Redesigned Calisphere: better navigation of California's digital collections

October 5, 2015

A redesigned and enhanced version of Calisphere, a one-stop website for searching and browsing through the digital assets of more than one hundred California libraries, archives, and museums, became available as a polished, public beta in September 2015. Calisphere provides “free access to unique and historically important artifacts for research, teaching, and curious exploration.” It contains “more than 400,000 digital photographs, maps, diaries, letters, drawings, newspapers, oral histories, sound recordings, moving images, and other formats.”

Among its many improvements, the new Calisphere offers far more capabilities when viewing, filtering, and sorting search results, and also works well on mobile devices. By late 2016, the new site is slated to exit beta status and completely replace the older, legacy Calisphere website.

The redesigned site features an improved harvest ingest workflow, which makes it considerably easier for participants to share their holdings. This should greatly expand the number of digital artifacts from the UC Libraries and other California collecting institutions that Calisphere will be able to make available to the public. The site stores artifacts in a new digital asset management system (DAMS) based on Nuxeo, the enterprise content management system also used in CollectionSpace.

The new Calisphere represents over two years of work by the UC Libraries Digital Collection (UCLDC) Project, a team managed by Sherri Berger and Brian Tingle at the California Digital Library (CDL) in the UC Office of the President.

A number of members of UC Berkeley’s Research IT department contributed to this project. As described in UC-wide repository for managing digital resources goes live, the project’s first year of work yielded the UC-wide DAMS that serves as the foundation of the new Calisphere. During that year, five current and former members of the department – Richard Millet, Amy Wieliczka, Lam Voong, Patrick Schmitz, and Yuteh Cheng – contributed experience in systems architecture, software development, user experience design, and data management.

In the second year of the project, Amy Wieliczka and Lam Voong, together with Chris Hoffman and Glen Jackson, continued Research IT’s partnership with CDL in helping to build the new website, as well as populating Calisphere with media and metadata from the University of California libraries and other cultural institutions throughout California.

Amy built a large portion of the new site’s functionality, working with two of her project team colleagues. She wrote JavaScript code that makes the site respond quickly to a variety of user requests; and Python code that enabled Django -- the site’s web application framework -- to perform searches and retrieve metadata and media. She also assisted the project team with user experience and interface decisions.

Lam, Chris, and Glen worked on transforming metadata from the wide variety of contributing systems into formats suitable for importing into the DAMS. They applied tools and skills developed for CollectionSpace to the tabular-style metadata supplied by certain providers; then transitioned into processing additional metadata formats supplied by other institutions. They also helped with a broader set of tasks related to metadata, including data mapping (that is, matching the disparate elements and datatypes of each provider’s data to those used within Calisphere); tools development; quality assurance; and documentation of the project’s extract, transform, and load (ETL) workflows.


Return the exact lines spanning from the line with "enclose human hand in a rectangle." through the last line of the entries, boundaries included, and no others.

Stored dataset items:
┄┄┄┄┄┄┄┄┄┄

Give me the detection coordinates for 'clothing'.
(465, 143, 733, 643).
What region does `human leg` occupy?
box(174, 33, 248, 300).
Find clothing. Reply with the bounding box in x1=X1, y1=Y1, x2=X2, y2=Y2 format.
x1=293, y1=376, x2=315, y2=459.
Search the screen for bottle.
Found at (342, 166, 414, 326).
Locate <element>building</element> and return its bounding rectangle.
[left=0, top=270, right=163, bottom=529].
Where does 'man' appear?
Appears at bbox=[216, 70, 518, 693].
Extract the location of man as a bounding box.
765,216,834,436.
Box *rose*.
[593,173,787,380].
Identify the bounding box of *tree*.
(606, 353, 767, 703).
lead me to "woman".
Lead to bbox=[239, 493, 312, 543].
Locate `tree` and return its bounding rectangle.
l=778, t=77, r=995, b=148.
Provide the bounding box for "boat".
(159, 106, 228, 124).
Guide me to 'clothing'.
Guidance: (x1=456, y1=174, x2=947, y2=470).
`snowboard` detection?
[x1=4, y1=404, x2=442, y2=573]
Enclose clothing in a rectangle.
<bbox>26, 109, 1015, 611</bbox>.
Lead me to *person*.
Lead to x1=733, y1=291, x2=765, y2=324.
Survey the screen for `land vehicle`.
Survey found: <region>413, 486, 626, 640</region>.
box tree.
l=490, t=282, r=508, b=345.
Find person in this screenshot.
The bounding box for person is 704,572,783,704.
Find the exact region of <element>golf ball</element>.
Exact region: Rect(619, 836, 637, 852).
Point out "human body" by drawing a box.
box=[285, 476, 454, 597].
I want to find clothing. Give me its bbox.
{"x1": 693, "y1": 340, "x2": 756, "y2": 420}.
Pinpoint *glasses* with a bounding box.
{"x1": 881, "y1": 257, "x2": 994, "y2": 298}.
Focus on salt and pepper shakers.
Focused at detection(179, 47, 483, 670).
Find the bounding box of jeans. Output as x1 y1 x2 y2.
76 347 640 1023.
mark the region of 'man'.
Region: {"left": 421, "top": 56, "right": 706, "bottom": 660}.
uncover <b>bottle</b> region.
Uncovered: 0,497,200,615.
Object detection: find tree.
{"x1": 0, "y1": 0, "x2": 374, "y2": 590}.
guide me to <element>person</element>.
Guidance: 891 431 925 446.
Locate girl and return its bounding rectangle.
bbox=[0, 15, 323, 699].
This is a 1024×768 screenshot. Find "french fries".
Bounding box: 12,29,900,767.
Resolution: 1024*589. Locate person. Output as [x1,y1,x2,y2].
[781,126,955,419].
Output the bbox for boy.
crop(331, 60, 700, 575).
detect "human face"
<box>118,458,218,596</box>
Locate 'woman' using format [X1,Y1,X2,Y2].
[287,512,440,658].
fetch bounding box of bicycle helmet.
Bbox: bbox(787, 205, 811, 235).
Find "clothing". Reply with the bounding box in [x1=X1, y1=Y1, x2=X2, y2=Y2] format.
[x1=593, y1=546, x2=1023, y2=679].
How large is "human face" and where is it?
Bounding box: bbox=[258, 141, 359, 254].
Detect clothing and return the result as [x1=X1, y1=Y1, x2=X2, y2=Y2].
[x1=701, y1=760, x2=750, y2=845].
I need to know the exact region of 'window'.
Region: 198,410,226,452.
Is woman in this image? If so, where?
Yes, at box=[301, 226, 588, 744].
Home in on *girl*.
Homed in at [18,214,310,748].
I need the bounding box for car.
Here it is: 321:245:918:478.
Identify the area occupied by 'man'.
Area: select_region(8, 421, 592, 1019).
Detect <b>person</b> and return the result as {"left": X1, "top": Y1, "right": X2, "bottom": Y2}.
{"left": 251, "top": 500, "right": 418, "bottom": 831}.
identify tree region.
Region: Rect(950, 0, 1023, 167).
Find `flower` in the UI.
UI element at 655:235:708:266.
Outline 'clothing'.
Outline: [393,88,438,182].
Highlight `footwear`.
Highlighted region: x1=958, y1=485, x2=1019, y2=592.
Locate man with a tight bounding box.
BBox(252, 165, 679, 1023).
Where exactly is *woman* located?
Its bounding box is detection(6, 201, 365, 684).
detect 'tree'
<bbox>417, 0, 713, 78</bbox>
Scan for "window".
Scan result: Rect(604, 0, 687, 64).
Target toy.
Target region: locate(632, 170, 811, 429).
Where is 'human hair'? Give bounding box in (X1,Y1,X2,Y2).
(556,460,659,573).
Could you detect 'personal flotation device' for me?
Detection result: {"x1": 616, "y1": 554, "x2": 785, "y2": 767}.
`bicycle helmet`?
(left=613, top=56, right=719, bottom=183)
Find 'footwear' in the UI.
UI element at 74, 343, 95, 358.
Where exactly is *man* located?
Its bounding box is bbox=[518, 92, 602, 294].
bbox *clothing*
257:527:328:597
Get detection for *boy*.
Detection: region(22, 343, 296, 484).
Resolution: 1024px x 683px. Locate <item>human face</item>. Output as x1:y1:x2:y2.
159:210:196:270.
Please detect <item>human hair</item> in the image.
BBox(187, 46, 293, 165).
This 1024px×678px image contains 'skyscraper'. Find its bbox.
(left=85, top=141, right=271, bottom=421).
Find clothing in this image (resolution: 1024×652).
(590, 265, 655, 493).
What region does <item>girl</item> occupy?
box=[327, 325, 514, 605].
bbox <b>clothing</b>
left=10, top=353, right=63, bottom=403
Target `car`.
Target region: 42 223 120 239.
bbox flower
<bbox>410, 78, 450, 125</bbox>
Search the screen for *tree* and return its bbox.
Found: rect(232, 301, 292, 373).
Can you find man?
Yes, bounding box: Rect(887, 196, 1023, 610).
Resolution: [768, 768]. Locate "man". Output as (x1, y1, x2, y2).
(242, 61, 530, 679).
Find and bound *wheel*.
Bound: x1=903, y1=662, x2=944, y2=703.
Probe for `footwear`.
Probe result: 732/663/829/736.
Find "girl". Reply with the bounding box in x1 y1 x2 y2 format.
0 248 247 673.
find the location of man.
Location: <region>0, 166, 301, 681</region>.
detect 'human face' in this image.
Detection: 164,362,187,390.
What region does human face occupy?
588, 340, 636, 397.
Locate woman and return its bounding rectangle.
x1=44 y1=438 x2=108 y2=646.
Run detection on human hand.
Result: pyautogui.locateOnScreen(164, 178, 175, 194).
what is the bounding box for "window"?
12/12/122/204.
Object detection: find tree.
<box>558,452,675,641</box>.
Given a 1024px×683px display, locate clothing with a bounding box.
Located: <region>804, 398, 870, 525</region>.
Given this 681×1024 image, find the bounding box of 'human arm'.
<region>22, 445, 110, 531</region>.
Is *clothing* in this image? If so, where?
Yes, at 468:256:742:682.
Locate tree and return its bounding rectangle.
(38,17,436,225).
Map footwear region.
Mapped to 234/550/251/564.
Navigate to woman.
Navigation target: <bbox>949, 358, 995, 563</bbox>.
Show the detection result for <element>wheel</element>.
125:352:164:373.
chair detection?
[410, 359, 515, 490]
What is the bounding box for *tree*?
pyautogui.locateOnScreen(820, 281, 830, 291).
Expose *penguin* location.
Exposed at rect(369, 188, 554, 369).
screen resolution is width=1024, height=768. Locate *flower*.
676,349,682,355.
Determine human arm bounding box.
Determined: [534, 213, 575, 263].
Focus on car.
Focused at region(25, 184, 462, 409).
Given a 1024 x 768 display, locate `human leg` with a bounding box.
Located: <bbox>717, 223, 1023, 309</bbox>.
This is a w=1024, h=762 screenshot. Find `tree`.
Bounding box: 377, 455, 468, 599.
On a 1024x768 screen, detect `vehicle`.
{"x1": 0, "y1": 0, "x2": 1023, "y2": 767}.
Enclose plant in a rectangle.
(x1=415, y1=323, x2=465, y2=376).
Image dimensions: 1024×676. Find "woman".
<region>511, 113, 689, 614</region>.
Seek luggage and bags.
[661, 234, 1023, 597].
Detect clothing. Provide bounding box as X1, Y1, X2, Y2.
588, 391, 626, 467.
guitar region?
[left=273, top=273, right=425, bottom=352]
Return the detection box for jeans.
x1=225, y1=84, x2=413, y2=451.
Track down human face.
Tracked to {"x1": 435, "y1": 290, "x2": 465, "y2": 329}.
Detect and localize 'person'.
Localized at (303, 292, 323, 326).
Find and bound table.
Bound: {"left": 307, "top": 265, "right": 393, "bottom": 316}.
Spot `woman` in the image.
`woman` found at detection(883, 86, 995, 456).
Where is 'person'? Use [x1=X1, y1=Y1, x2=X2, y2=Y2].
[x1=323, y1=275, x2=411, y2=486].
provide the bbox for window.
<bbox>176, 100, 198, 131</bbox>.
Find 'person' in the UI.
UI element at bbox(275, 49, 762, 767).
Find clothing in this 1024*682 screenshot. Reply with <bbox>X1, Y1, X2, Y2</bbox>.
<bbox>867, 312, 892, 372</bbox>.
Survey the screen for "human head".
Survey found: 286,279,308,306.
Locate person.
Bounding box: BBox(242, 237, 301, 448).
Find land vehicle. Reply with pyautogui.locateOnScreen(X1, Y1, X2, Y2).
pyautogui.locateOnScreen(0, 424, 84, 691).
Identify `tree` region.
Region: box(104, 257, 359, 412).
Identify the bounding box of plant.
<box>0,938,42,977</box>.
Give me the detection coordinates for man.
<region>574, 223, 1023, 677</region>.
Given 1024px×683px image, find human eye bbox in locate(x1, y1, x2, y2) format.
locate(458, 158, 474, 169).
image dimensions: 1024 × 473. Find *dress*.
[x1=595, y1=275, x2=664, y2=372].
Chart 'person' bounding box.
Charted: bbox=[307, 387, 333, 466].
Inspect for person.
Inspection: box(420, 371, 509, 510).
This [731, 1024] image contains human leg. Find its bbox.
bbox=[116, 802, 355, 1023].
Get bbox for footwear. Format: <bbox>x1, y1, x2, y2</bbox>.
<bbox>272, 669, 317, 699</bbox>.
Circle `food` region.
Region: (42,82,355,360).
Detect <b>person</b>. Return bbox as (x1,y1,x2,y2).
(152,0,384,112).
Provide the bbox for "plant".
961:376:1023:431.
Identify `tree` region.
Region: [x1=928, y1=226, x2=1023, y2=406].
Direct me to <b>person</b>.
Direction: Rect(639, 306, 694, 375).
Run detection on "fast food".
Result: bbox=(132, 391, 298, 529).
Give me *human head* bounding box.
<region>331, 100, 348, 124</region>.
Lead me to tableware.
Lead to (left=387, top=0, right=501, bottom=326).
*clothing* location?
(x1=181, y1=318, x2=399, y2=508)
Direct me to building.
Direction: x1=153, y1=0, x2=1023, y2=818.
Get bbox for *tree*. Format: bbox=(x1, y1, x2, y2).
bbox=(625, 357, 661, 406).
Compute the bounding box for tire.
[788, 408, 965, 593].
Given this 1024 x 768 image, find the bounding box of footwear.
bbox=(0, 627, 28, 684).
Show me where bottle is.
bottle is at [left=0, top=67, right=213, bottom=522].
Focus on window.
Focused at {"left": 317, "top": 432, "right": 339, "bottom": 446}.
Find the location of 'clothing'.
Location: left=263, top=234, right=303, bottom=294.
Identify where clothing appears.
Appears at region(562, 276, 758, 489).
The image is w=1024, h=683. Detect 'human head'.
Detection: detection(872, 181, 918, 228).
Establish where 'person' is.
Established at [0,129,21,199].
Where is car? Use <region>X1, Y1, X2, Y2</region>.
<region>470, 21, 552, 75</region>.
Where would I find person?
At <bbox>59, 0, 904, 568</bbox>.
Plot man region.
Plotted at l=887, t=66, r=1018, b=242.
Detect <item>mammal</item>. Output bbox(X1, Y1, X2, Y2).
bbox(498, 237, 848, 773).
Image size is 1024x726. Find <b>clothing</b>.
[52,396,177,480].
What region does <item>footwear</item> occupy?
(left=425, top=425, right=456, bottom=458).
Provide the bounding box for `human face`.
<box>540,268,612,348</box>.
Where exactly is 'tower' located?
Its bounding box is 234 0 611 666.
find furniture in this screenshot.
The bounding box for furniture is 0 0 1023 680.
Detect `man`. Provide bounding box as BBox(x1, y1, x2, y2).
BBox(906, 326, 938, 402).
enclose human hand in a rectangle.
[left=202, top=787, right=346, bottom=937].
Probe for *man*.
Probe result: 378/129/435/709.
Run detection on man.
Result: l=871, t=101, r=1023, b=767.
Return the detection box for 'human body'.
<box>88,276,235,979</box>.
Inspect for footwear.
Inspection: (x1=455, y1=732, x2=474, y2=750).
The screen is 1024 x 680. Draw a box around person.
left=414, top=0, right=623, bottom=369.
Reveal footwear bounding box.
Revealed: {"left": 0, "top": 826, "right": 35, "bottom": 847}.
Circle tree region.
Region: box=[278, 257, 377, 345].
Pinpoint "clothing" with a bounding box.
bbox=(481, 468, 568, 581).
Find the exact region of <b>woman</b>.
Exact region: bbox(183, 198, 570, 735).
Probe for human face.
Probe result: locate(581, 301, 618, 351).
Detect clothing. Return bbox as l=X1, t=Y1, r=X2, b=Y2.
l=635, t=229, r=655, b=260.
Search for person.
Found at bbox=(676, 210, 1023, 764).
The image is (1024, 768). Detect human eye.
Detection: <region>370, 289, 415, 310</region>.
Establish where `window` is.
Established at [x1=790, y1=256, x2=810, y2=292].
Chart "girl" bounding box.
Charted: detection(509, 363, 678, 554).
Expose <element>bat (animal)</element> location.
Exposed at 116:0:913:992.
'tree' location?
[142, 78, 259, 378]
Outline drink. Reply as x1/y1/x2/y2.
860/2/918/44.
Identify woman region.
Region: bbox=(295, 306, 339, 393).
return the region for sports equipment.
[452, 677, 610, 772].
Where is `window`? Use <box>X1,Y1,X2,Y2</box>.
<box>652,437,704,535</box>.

┄┄┄┄┄┄┄┄┄┄

Result of the exercise ▸
enclose human hand in a rectangle.
[left=202, top=787, right=346, bottom=937].
Probe for *man*.
Probe result: 378/129/435/709.
Run detection on man.
Result: l=871, t=101, r=1023, b=767.
Return the detection box for 'human body'.
<box>88,276,235,979</box>.
Inspect for footwear.
Inspection: (x1=455, y1=732, x2=474, y2=750).
The screen is 1024 x 680. Draw a box around person.
left=414, top=0, right=623, bottom=369.
Reveal footwear bounding box.
Revealed: {"left": 0, "top": 826, "right": 35, "bottom": 847}.
Circle tree region.
Region: box=[278, 257, 377, 345].
Pinpoint "clothing" with a bounding box.
bbox=(481, 468, 568, 581).
Find the exact region of <b>woman</b>.
Exact region: bbox(183, 198, 570, 735).
Probe for human face.
Probe result: locate(581, 301, 618, 351).
Detect clothing. Return bbox as l=X1, t=Y1, r=X2, b=Y2.
l=635, t=229, r=655, b=260.
Search for person.
Found at bbox=(676, 210, 1023, 764).
The image is (1024, 768). Detect human eye.
Detection: <region>370, 289, 415, 310</region>.
Establish where `window` is.
Established at [x1=790, y1=256, x2=810, y2=292].
Chart "girl" bounding box.
Charted: detection(509, 363, 678, 554).
Expose <element>bat (animal)</element> location.
Exposed at 116:0:913:992.
'tree' location?
[142, 78, 259, 378]
Outline drink. Reply as x1/y1/x2/y2.
860/2/918/44.
Identify woman region.
Region: bbox=(295, 306, 339, 393).
return the region for sports equipment.
[452, 677, 610, 772].
Where is `window`? Use <box>X1,Y1,X2,Y2</box>.
<box>652,437,704,535</box>.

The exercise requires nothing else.